It’s Out Of Control
By
Leonard Zwelling
https://www.nytimes.com/2022/07/15/opinion/doctors-roe-v-wade-ohio-10-year-old.html
https://www.nytimes.com/2022/07/14/opinion/philippines-marcos.html?searchResultPosition=1
One of the criticisms I get about my writing is people saying the blogs are depressing even when these readers agree with the positions I take.
Sorry about that, but I just call them as I see them.
In The New York Times on July 16, three op-eds caught my eye as being indicative of what’s going on in the world and how out of control the world seems to be spinning.
The first piece is about the Ob-Gyn doc from Indiana who performed an abortion on a ten-year old from Ohio who had been impregnated during a rape and who could not obtain an abortion legally in Ohio due to its strict laws. The doctor’s name is Caitlin Bernard and she is now under investigation in Indiana by that state’s attorney general. She was also attacked in the press, particularly the right-wing press, which did not believe her story. Then the rapist confessed proving that the good doctor was right all along. Even The Wall Street Journal is quoted as having said Dr. Caitliin’s story was a “fanciful tale.” Well, it was all true. As her colleague Dr. Tracey A. Wilkinson noted in the op-ed: “doctors have sworn to do no harm. Clearly, many of those in power have not.” All this example shows is the narrow-mindedness and short-sightedness of the Supreme Court and Red state legislatures who are formulating laws that will really damage people. Both the Supreme Court and these legislatures are indeed out of control.
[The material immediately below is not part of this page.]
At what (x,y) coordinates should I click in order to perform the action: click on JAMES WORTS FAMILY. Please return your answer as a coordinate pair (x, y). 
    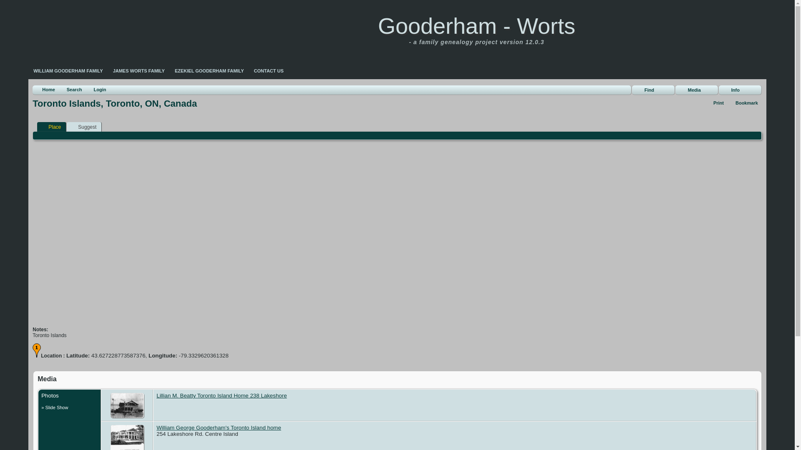
    Looking at the image, I should click on (139, 71).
In the second essay, Jesse Wegman discusses the uptick in gerrymandering that is undermining our representative government. Both Red state legislatures and those in Blue states are doing it, but some of the states are at least appointing independent boards to redistrict after the census. Just as the Supreme Court is placing the opinions of five individuals above the well-being and beliefs of the majority of Americans, partisan legislatures are doing everything in their power to hold on to power a la Donald Trump. That’s not the government the Founding Fathers had planned. It’s time for the Congress to pass legislation that prevents the redrawing of congressional districts to minimize the power of a voting group whether along racial, gender, or political lines. The easiest answer is to draw all congressional districts as quadrilaterals independent of who lives where. Make a grid and move on.
Finally, there’s a lot of false nostalgia going on right now where people are claiming how great things were in the past and how much better off we would be if we returned to those times. These are reactionary thoughts often and not always based on reality. The example given in the third piece is of the Philippines which just elected Ferdinand Marcos Jr to the presidency despite the dreadful record of his father and mother. Apparently neither truth nor accountability for past sins were part of his campaign rhetoric. Often when people are desperate, they seek to return to the bad old days that they remember as good. The Marcos Sr days in the Philippines were not good. Remember his mother’s shoe collection?
That being said, there are some elements of the past worthy of preserving. I am thinking of MD Anderson now with a deep history of academic excellence, superb patient care, and a faculty-led campaign against malignant diseases. The concept behind One MD Anderson that suggests that the faculty are indistinguishable from the rest of the staff at Anderson is not one to which I espouse.
In a world where an old man runs against another old man for President of the United States, where one seems to be cognitively challenged and the other is a egomaniacal TV star who wishes to become a dictator, one cannot help but think things are out of control. I just wish I could formulate a way to get the adults back in charge. Maybe, we need some younger folks as leaders, and none of them with a last name of Junior.